The oils employed in adulterating olive oil, and to which regard must be had in testing it, are the following: Cotton seed oil, sesame, peanut, sun flower, rape, and castor oils. The tests for the two last named have hitherto never presented any difficulty, as rape seed is easily detected, owing to the sulphur in it, by saponifying it in a silver dish, and castor oil by its solubility in alcohol. But in recent times another product has come into the market called sulphur oil or pulpa oil, obtained by extracting the pressed olive cake with sulphide of carbon. This also gives a sulphur reaction when saponified, while it resembles castor oil by its solubility in alcohol. When this oil is mixed with ordinary olive oil, it can easily deceive any one who uses the ordinary tests.
My method of testing olive oil is as follows:
First, the so-called elaidine test is made, and then the test with nitric acid. About 5 c. c. (a teaspoonful) of the oil is mixed in a test tube with its own volume of nitric acid, spec. gr. 1.30, and shaken violently for one minute. At the expiration of this time the oils will have acquired the following colors: Olive oil, pale green; cotton seed oil, yellowish brown; sesame, white; sun flower, dirty white; peanut, rape, and castor oils, pale pink or rose.
As soon as the color has been observed, the test glass is put in a water bath at the full boiling temperature and left there five minutes. It was found that the action of nitric acid upon cotton seed and sesame oil was the most violent, sometimes so violent as to throw the oil out of the glass. At the end of another five minutes after the test tube is taken out of the water bath, the following colors are seen: olive and rape oils are red; castor oil is golden yellow; sun flower oil, reddish yellow; sesame and peanut, brownish yellow; cotton seed, reddish brown.
After standing 12 to 18 hours at about 60° Fahr. the olive, rape, and peanut oils will have solidified; sun flower, castor, and cotton seed will be like salve (sticky), while sesame will remain perfectly liquid. Mixtures of olive oil with small quantities of cotton seed or sesame are distinguished by this characteristic--that, although the whole mass, which is darker in color than olive oil, solidifies at first, at the end of 24 or 36 hours a brown oil will be found floating upon the surface of the solid mass, while the lower strata exhibit the yellow color of pure olive oil. Oil of rosemary has no effect when shaken with cold nitric acid, and imparts to it only a slightly darker color on heating. Oils treated with lye act just like pure oils.
Far the purpose of determining the melting point of the fatty acids, 10 grammes of oil were saponified with 5 grammes of caustic potash on the water bath; some water and alcohol being added. After all the alcohol had been expelled the soap was dissolved in hot water, and the fatty acids separated from the clear solution by adding hydrochloric acid. After prolonged heating these acids will swim on the salt solution as a perfectly clear oil, a portion of which is then put into a little, narrow, thin walled tube and allowed to solidify. The point at with it melts and solidifies is determined by putting this tube in a beaker glass filled with water and warming with a small flame. A thermometer is placed in the fatty acids and moved gently about during the observation, and the point accurately observed at which the whole mass becomes perfectly clear, and also when the mercury bulb begins to be clouded. It was found that the acids from pure olive oil melt between 26½ and 28½° C. (= 80° to 83° Fahr.) and solidify at a point not lower than 22° C. (72° Fahr.). The melting point of the fatty acids in the oils used to adulterate olive oil differs considerably from this. The melting and solidifying points of the acids in cotton seed, sesame, and peanut oils lie considerably higher, those of sunflower, rape, and castor oils decidedly lower than those of olive oil.
The melting and solidifying points of these acids are as follows:
Cotton seed melts at 38.0°C. solidifies 35.0°C.
Sesame do. 35.0 do. do. 32.5 do.
Peanut do. 33.0 do. do. 31.0 do.
Sunflower do. 23.0 do. do. 17.0 do.
Rape do. 20.7 do. do. 15.0 do.
Castor oil do. 13.0 do. do. 2.0 do.
The above figures differ so much from those of olive oil, that adulteratious carried to the extent that they are in trade can easily be detected by the aid of an estimation of the melting point, for a Gallipoli olive oil, mixed with 20 per cent. of sunflower oil, melted at 24° C. and solidified at 18° C. (of course, the fatty acids are meant). A Nizza oil, mixed with 20 per cent. cotton seed oil, melted at 31½° C. and solidified at 28° C. A Gallipoli oil with 33-1/3 per cent. of rape oil melted at 23½° C. and solidified at 16½° C. When 0.50 per cent. of rape is added, it melts as low as 20° and solidifies at 13½° C., etc.
In testing the solubility of the fatty acids in alcohol and acetic acid, I employ the method proposed by David (in Comptes Rendus, 1878, p. 1416) for estimating stearic acid.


Directions for this task: The response should be a faithful copy of every record, with nothing left out.

Recorded data
——————————

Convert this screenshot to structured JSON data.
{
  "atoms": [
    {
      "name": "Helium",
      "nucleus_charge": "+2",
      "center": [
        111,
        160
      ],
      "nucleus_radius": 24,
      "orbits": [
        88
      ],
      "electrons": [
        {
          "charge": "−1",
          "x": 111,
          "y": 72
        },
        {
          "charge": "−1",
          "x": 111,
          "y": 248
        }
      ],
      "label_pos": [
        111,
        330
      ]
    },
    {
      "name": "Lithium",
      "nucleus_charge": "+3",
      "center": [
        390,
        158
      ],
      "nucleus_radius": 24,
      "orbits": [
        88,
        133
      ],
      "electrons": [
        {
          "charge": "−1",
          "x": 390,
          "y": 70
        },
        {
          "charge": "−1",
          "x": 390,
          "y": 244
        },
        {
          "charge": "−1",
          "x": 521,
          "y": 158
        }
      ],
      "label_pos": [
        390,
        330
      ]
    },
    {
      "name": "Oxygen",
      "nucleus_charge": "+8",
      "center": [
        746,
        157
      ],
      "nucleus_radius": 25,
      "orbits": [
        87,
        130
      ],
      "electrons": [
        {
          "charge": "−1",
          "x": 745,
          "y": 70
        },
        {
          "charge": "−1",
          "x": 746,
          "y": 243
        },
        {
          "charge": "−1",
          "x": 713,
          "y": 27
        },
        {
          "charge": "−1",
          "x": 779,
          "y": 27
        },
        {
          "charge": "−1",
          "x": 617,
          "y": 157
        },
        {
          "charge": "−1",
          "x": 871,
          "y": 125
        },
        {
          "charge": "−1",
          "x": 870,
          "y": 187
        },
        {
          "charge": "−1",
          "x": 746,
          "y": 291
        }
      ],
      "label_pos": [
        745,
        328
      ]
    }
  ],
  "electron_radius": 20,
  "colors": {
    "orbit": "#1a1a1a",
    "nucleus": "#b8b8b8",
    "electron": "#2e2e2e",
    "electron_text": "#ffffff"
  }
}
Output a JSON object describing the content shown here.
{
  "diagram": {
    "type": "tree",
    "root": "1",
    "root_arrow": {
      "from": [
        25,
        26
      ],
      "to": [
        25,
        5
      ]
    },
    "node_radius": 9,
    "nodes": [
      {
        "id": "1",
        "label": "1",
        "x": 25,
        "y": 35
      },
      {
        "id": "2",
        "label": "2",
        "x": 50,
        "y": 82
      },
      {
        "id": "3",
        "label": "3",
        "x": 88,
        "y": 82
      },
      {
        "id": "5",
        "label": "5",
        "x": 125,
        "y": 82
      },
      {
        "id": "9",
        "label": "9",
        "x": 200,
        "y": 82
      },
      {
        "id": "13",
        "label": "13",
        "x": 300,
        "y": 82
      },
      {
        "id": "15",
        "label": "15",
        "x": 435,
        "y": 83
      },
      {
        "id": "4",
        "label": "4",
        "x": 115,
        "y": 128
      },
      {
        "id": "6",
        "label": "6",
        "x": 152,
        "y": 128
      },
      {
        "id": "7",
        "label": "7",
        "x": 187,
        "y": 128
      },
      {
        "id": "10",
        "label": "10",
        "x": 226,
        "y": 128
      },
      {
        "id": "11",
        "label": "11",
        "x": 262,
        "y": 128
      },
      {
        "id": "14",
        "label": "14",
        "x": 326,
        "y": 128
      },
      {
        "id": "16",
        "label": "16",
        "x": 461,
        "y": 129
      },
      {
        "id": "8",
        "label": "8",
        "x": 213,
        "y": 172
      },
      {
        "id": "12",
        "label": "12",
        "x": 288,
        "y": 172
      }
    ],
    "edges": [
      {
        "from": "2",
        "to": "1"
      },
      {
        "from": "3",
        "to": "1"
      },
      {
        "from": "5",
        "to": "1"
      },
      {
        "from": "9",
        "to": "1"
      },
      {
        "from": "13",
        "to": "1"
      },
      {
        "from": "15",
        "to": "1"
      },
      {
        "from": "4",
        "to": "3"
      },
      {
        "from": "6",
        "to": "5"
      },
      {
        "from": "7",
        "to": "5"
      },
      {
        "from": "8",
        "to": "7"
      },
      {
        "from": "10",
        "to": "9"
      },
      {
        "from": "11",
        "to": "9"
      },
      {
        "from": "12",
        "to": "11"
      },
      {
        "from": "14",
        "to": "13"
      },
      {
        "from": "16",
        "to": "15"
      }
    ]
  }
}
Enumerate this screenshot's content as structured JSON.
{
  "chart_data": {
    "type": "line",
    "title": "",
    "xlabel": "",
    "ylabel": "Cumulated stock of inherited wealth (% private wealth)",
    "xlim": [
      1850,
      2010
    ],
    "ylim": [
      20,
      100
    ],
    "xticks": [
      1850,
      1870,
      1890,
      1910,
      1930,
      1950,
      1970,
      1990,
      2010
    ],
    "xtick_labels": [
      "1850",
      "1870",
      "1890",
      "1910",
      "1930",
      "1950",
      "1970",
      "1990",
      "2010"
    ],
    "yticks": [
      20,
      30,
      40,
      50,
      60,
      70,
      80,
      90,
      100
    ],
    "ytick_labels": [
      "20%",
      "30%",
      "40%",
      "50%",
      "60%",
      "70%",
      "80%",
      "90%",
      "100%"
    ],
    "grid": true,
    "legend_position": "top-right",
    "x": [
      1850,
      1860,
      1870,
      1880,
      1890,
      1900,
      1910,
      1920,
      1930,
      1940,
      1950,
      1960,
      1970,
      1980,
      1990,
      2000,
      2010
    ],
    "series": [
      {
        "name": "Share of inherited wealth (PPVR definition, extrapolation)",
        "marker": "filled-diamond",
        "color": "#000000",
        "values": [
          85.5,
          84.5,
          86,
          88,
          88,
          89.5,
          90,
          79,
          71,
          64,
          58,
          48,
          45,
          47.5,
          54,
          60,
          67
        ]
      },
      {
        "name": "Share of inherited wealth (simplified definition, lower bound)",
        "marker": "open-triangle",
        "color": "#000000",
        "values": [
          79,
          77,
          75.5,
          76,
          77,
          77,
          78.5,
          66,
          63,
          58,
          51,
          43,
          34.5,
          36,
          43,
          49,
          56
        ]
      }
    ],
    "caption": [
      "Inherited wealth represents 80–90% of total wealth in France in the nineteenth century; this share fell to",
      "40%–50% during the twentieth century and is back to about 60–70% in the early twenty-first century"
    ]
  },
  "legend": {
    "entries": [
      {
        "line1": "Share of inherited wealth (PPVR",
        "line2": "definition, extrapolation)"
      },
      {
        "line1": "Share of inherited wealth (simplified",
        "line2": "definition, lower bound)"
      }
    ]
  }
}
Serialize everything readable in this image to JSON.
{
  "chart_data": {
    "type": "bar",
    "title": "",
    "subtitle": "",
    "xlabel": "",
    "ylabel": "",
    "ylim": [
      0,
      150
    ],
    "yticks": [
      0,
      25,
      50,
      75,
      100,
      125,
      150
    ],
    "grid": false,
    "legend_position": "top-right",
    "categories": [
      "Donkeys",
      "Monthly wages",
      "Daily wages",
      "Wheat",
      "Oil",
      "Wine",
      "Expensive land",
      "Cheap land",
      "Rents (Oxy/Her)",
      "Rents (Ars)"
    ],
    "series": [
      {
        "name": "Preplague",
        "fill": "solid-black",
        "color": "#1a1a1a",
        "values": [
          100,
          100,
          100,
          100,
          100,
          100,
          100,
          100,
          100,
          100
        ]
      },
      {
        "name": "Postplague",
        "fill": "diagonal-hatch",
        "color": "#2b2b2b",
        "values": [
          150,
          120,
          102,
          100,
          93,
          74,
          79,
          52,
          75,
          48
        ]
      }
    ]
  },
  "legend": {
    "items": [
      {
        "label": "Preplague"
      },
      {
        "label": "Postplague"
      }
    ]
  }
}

——————————

Answer to this task:
Convert this screenshot to structured JSON data.
{
  "atoms": [
    {
      "name": "Helium",
      "nucleus_charge": "+2",
      "center": [
        111,
        160
      ],
      "nucleus_radius": 24,
      "orbits": [
        88
      ],
      "electrons": [
        {
          "charge": "−1",
          "x": 111,
          "y": 72
        },
        {
          "charge": "−1",
          "x": 111,
          "y": 248
        }
      ],
      "label_pos": [
        111,
        330
      ]
    },
    {
      "name": "Lithium",
      "nucleus_charge": "+3",
      "center": [
        390,
        158
      ],
      "nucleus_radius": 24,
      "orbits": [
        88,
        133
      ],
      "electrons": [
        {
          "charge": "−1",
          "x": 390,
          "y": 70
        },
        {
          "charge": "−1",
          "x": 390,
          "y": 244
        },
        {
          "charge": "−1",
          "x": 521,
          "y": 158
        }
      ],
      "label_pos": [
        390,
        330
      ]
    },
    {
      "name": "Oxygen",
      "nucleus_charge": "+8",
      "center": [
        746,
        157
      ],
      "nucleus_radius": 25,
      "orbits": [
        87,
        130
      ],
      "electrons": [
        {
          "charge": "−1",
          "x": 745,
          "y": 70
        },
        {
          "charge": "−1",
          "x": 746,
          "y": 243
        },
        {
          "charge": "−1",
          "x": 713,
          "y": 27
        },
        {
          "charge": "−1",
          "x": 779,
          "y": 27
        },
        {
          "charge": "−1",
          "x": 617,
          "y": 157
        },
        {
          "charge": "−1",
          "x": 871,
          "y": 125
        },
        {
          "charge": "−1",
          "x": 870,
          "y": 187
        },
        {
          "charge": "−1",
          "x": 746,
          "y": 291
        }
      ],
      "label_pos": [
        745,
        328
      ]
    }
  ],
  "electron_radius": 20,
  "colors": {
    "orbit": "#1a1a1a",
    "nucleus": "#b8b8b8",
    "electron": "#2e2e2e",
    "electron_text": "#ffffff"
  }
}
Output a JSON object describing the content shown here.
{
  "diagram": {
    "type": "tree",
    "root": "1",
    "root_arrow": {
      "from": [
        25,
        26
      ],
      "to": [
        25,
        5
      ]
    },
    "node_radius": 9,
    "nodes": [
      {
        "id": "1",
        "label": "1",
        "x": 25,
        "y": 35
      },
      {
        "id": "2",
        "label": "2",
        "x": 50,
        "y": 82
      },
      {
        "id": "3",
        "label": "3",
        "x": 88,
        "y": 82
      },
      {
        "id": "5",
        "label": "5",
        "x": 125,
        "y": 82
      },
      {
        "id": "9",
        "label": "9",
        "x": 200,
        "y": 82
      },
      {
        "id": "13",
        "label": "13",
        "x": 300,
        "y": 82
      },
      {
        "id": "15",
        "label": "15",
        "x": 435,
        "y": 83
      },
      {
        "id": "4",
        "label": "4",
        "x": 115,
        "y": 128
      },
      {
        "id": "6",
        "label": "6",
        "x": 152,
        "y": 128
      },
      {
        "id": "7",
        "label": "7",
        "x": 187,
        "y": 128
      },
      {
        "id": "10",
        "label": "10",
        "x": 226,
        "y": 128
      },
      {
        "id": "11",
        "label": "11",
        "x": 262,
        "y": 128
      },
      {
        "id": "14",
        "label": "14",
        "x": 326,
        "y": 128
      },
      {
        "id": "16",
        "label": "16",
        "x": 461,
        "y": 129
      },
      {
        "id": "8",
        "label": "8",
        "x": 213,
        "y": 172
      },
      {
        "id": "12",
        "label": "12",
        "x": 288,
        "y": 172
      }
    ],
    "edges": [
      {
        "from": "2",
        "to": "1"
      },
      {
        "from": "3",
        "to": "1"
      },
      {
        "from": "5",
        "to": "1"
      },
      {
        "from": "9",
        "to": "1"
      },
      {
        "from": "13",
        "to": "1"
      },
      {
        "from": "15",
        "to": "1"
      },
      {
        "from": "4",
        "to": "3"
      },
      {
        "from": "6",
        "to": "5"
      },
      {
        "from": "7",
        "to": "5"
      },
      {
        "from": "8",
        "to": "7"
      },
      {
        "from": "10",
        "to": "9"
      },
      {
        "from": "11",
        "to": "9"
      },
      {
        "from": "12",
        "to": "11"
      },
      {
        "from": "14",
        "to": "13"
      },
      {
        "from": "16",
        "to": "15"
      }
    ]
  }
}
Enumerate this screenshot's content as structured JSON.
{
  "chart_data": {
    "type": "line",
    "title": "",
    "xlabel": "",
    "ylabel": "Cumulated stock of inherited wealth (% private wealth)",
    "xlim": [
      1850,
      2010
    ],
    "ylim": [
      20,
      100
    ],
    "xticks": [
      1850,
      1870,
      1890,
      1910,
      1930,
      1950,
      1970,
      1990,
      2010
    ],
    "xtick_labels": [
      "1850",
      "1870",
      "1890",
      "1910",
      "1930",
      "1950",
      "1970",
      "1990",
      "2010"
    ],
    "yticks": [
      20,
      30,
      40,
      50,
      60,
      70,
      80,
      90,
      100
    ],
    "ytick_labels": [
      "20%",
      "30%",
      "40%",
      "50%",
      "60%",
      "70%",
      "80%",
      "90%",
      "100%"
    ],
    "grid": true,
    "legend_position": "top-right",
    "x": [
      1850,
      1860,
      1870,
      1880,
      1890,
      1900,
      1910,
      1920,
      1930,
      1940,
      1950,
      1960,
      1970,
      1980,
      1990,
      2000,
      2010
    ],
    "series": [
      {
        "name": "Share of inherited wealth (PPVR definition, extrapolation)",
        "marker": "filled-diamond",
        "color": "#000000",
        "values": [
          85.5,
          84.5,
          86,
          88,
          88,
          89.5,
          90,
          79,
          71,
          64,
          58,
          48,
          45,
          47.5,
          54,
          60,
          67
        ]
      },
      {
        "name": "Share of inherited wealth (simplified definition, lower bound)",
        "marker": "open-triangle",
        "color": "#000000",
        "values": [
          79,
          77,
          75.5,
          76,
          77,
          77,
          78.5,
          66,
          63,
          58,
          51,
          43,
          34.5,
          36,
          43,
          49,
          56
        ]
      }
    ],
    "caption": [
      "Inherited wealth represents 80–90% of total wealth in France in the nineteenth century; this share fell to",
      "40%–50% during the twentieth century and is back to about 60–70% in the early twenty-first century"
    ]
  },
  "legend": {
    "entries": [
      {
        "line1": "Share of inherited wealth (PPVR",
        "line2": "definition, extrapolation)"
      },
      {
        "line1": "Share of inherited wealth (simplified",
        "line2": "definition, lower bound)"
      }
    ]
  }
}
Serialize everything readable in this image to JSON.
{
  "chart_data": {
    "type": "bar",
    "title": "",
    "subtitle": "",
    "xlabel": "",
    "ylabel": "",
    "ylim": [
      0,
      150
    ],
    "yticks": [
      0,
      25,
      50,
      75,
      100,
      125,
      150
    ],
    "grid": false,
    "legend_position": "top-right",
    "categories": [
      "Donkeys",
      "Monthly wages",
      "Daily wages",
      "Wheat",
      "Oil",
      "Wine",
      "Expensive land",
      "Cheap land",
      "Rents (Oxy/Her)",
      "Rents (Ars)"
    ],
    "series": [
      {
        "name": "Preplague",
        "fill": "solid-black",
        "color": "#1a1a1a",
        "values": [
          100,
          100,
          100,
          100,
          100,
          100,
          100,
          100,
          100,
          100
        ]
      },
      {
        "name": "Postplague",
        "fill": "diagonal-hatch",
        "color": "#2b2b2b",
        "values": [
          150,
          120,
          102,
          100,
          93,
          74,
          79,
          52,
          75,
          48
        ]
      }
    ]
  },
  "legend": {
    "items": [
      {
        "label": "Preplague"
      },
      {
        "label": "Postplague"
      }
    ]
  }
}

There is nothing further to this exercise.